Alfred Werner, Pascin (New York: Harry N. ABRAMS, INC.).
SOME OF THE GREAT FIGURES in art simply cannot be dealt with within the conventions of the standard “Art Book.” These books, dependent upon elaborate production for their expensiveness, call not for a biography, but a “biographical sketch,” not for a commentary of complex insight but a guided tour, and not for a comprehensive view of the artist’s work but an expensive selection of color reproductions. As a result, they are rarely exhaustive on any level, and the more complicated issues raised by the lives and works of artists like Modigliani, Soutine, Utrillo or Pascin do not find a place in them.
Pascin, aged 20, arrived in Paris in 1905 having already gained something of a reputation in Munich as an artist and as a Bohemian. (He was welcomed at the train by an artist’s delegation from the Café du Dome.) In Paris, he continues that hectic, driven life on the darker rim of Bohemia which is already a part of him. Around him, the great events in this century’s art take place: Fauvism, Cubism, the great memorial retrospectives of the Post-impressionist figures. Bits and shreds of what is happening appear in his art, then disappear. It is as if his art, though at all times full of his extraordinary talent, cannot seem to grasp the real significance of these events, and finally settles into a style, unique enough, but basically peripheral, beautiful enough to last, but lacking in that basic strength and clarity needed to exert a strong influence on either the future or, even more difficult, the past. During the twenties his fame as both artist and personality reaches its height, but the Faust time runs out. On June 1, 1930, aged 45, he hangs himself in his studio.
It is a life, an art, whose full meaning requires some imagination, and it is unfortunate that even within the limitations of an “Art Book,” Dr. Werner’s cannot rise to the task. Consider, for example, the matter of the name: Julius Pincas to Jules Pascin. The change of name draws a footnote from Dr. Werner: he establishes that the new name was Pascin’s invention, not a customs official’s. One thinks, in contrast, of the rich series of speculations which Gorky’s change of name brought from Harold Rosenberg in his monograph on that artist, of how the crucial matter of identity here demands even more strongly to be examined, and is ignored. For surely, if Pascin knew that he was gradually eliminating Julius Pincas the son of the bourgeois Jewish grain merchant of Vidin, Bulgaria––who was he creating?
Nor does Dr. Werner’s imagination grasp the nature of that kind of Bohemian life into which Pascin threw himself, and which is quite as different from the usual Bohemian revelry as a Hollywood musical is from Wozzeck:
The ironic smile seen in photographs taken at the time reveals a detached attitude toward his milieu as well as toward himself. He joined only halfway in the smashing of conventions and taboos; even in his wildest capers he never forgot his art.
Now this is the sort of sentence the New Yorker might caption “Things We Doubt Ever Got Revealed in Ironic Smiles Seen in Photographs.” It is more serious because we are speaking of a man in the process of killing himself, not “smashing conventions and taboos” or indulging in “capers.” It is more serious because it leads Dr. Werner around instead of into the most difficult problem: the relationship between Pascin’s life and his art. For the issue is not that “in his wildest capers he never forgot his art,” but that the obsessive, self-destructive pattern of his life prevented that intensity of involvement with art he would need for fulfillment.
Pascin’s hesitant, winding eclecticism is the key. Until, perhaps, the last five years of his life, one can hardly find a drawing or an oil in which the plain influence of other artists is not pervasive. Here is Grosz, here is Cézanne; here is Toulouse, here is Degas; here are the German Expressionists, here are the Fauves; here is Matisse, here Picasso, here Schiele. Dr. Werner, who spends an inordinate amount of time clearing Pascin of charges of obscenity which no one––at least nowadays––would dream of making, might better have spent that time in attempting to understand Pascin’s seeming inability to absorb the various styles of which he was aware. Was Pascin in any condition, really, to come to more than superficial grips with the complex and profound issues in art being raised around him? A more imaginative understanding of the nature of the man and his life might have suggested some moving answers.
The color illustrations in the book show Pascin at his most lost, as in the American paintings of 1917 and 1918 (Portrait of a Woman, and Old Mexican Peasant) and at his very finest, as in the portrait of Flechtheim, the Seated Girl, of 1925, the Girl in Boots of 1927, and the utterly beautiful Standing Young Girl of 1923, in which his legacy to Balthus is patently obvious.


▶ [Exercise brief]: Run through the data and copy out every line that mentions the word "Club".
Input records Block Start
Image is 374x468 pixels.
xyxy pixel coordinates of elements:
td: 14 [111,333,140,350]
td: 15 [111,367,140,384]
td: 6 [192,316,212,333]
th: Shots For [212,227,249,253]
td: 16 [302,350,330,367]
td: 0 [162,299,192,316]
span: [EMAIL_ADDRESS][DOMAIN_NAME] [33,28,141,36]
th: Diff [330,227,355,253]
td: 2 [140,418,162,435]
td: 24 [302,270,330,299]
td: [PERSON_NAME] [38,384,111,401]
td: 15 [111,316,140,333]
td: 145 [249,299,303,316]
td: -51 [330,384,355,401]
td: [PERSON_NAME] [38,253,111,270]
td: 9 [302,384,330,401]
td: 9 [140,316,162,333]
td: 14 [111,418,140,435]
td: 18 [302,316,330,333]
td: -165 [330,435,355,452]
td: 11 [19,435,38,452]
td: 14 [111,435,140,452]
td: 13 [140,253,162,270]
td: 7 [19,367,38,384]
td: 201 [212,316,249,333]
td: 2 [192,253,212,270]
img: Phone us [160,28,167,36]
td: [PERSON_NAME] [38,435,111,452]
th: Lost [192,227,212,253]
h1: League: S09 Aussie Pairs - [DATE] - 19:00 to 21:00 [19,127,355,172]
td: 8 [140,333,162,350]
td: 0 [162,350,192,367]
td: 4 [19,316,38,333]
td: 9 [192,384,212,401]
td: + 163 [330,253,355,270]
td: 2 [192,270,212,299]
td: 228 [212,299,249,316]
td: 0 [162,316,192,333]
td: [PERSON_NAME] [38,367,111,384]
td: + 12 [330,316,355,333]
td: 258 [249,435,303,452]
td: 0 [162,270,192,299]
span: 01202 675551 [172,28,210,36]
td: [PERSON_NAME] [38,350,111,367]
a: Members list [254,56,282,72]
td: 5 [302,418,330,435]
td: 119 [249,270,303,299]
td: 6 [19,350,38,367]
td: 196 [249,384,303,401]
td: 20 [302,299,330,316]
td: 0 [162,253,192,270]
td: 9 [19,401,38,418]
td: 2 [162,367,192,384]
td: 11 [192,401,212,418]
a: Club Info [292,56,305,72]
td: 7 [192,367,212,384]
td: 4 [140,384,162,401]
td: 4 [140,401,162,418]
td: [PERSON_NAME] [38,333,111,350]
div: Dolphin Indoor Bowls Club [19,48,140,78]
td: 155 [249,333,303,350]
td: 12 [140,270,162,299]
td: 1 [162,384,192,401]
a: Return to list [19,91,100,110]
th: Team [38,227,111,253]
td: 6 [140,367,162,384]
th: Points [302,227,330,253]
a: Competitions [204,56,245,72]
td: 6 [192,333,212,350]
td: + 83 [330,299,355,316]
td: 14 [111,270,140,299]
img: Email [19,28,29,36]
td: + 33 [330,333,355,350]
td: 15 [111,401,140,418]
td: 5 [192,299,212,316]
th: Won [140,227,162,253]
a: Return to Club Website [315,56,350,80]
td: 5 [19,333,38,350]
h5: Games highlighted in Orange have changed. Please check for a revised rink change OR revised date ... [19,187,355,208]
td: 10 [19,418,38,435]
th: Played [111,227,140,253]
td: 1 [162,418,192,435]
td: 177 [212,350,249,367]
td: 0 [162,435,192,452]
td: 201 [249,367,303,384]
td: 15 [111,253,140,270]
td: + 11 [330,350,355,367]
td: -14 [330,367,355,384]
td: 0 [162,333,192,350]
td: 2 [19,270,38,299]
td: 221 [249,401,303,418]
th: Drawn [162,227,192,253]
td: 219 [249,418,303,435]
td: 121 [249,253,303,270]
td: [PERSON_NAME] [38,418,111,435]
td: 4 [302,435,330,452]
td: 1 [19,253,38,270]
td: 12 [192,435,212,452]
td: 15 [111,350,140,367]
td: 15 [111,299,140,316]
Input records Block End
▶ [Expected answer]:
a: Club Info [292,56,305,72]
div: Dolphin Indoor Bowls Club [19,48,140,78]
a: Return to Club Website [315,56,350,80]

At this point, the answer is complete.